The Rio Treaty, formally the Inter-American Treaty of Reciprocal Assistance (TIAR, from its Spanish acronym Tratado Interamericano de Asistencia Recíproca), was signed in Rio de Janeiro on 2 September 1947 and entered into force in December 1948. It is the principal collective-security instrument of the inter-American system and predates the North Atlantic Treaty by roughly 18 months, serving as one of its conceptual models.
The core provision is found in Article 3, which states that an armed attack against any American state shall be considered an attack against all, obligating parties to assist in meeting the attack. Article 6 extends the framework to situations short of armed attack—such as aggression that is not an armed attack, extra-continental or intra-continental conflict, or any fact or situation that might endanger the peace of America—allowing the Organ of Consultation (typically the OAS foreign ministers) to agree on collective measures. Article 8 lists possible measures, ranging from recall of diplomats and severance of relations to economic sanctions and use of armed force.
The treaty has been invoked roughly two dozen times, often during Cold War disputes in Latin America and the Caribbean. Notably, the United States invoked it after the 11 September 2001 attacks. Conversely, in the 1982 Falklands/Malvinas War, Washington sided with the United Kingdom rather than Argentina, which many Latin American governments viewed as a betrayal of the treaty's spirit.
Several states have since withdrawn, including Mexico (2002), and the ALBA bloc—Nicaragua, Bolivia, Venezuela, and Ecuador—announced denunciation in 2012, though Venezuela's opposition-led National Assembly moved to rejoin in 2019. The treaty remains legally in force among its remaining parties but is widely seen as a diminished instrument, overshadowed by the broader OAS Charter and ad hoc diplomatic mechanisms.
Example
In September 2001, the United States invoked the Rio Treaty after the 11 September attacks, and OAS foreign ministers met in Washington to endorse hemispheric solidarity measures.
Frequently asked questions
Yes, it remains in force among its current parties, but several states—including Mexico in 2002 and members of the ALBA bloc in 2012—have denounced it, weakening its political weight.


Problem description:
Where an entry contains a picture, omit the picture and repeat the rest exactly.

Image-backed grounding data

▼▼▼

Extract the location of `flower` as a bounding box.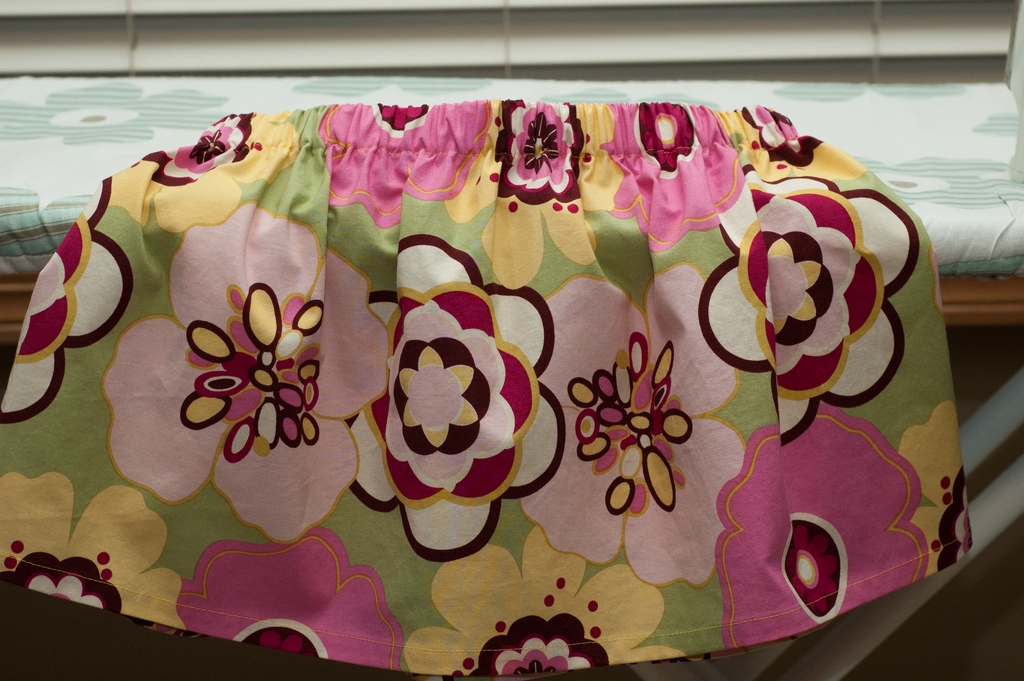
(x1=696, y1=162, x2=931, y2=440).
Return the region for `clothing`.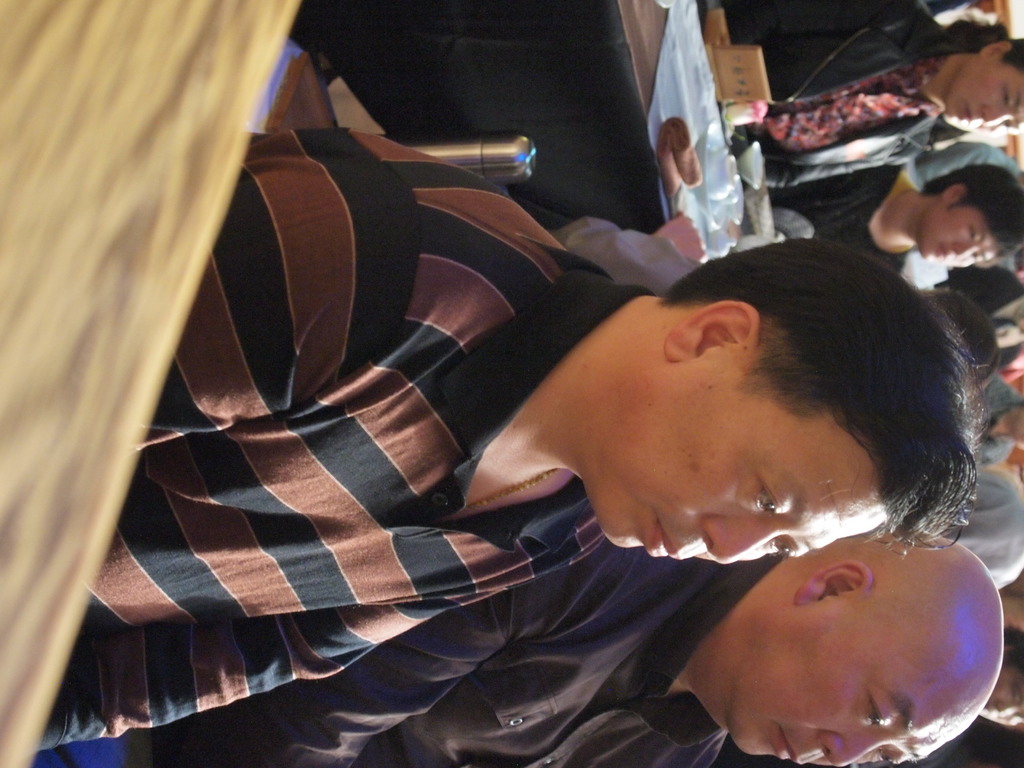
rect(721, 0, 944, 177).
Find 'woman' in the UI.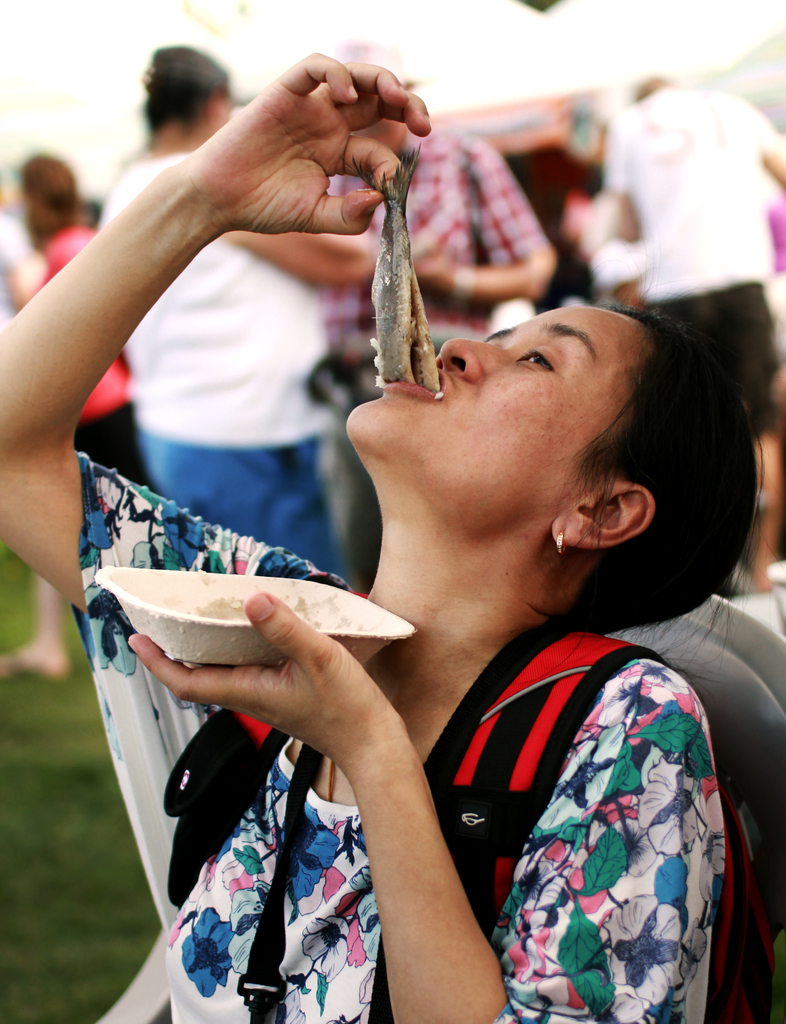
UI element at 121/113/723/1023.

▲▲▲

Answer box:
Extract the location of `flower` as a bounding box.
(x1=696, y1=162, x2=931, y2=440).
Return the region for `clothing`.
rect(721, 0, 944, 177).
Find 'woman' in the UI.
UI element at 121/113/723/1023.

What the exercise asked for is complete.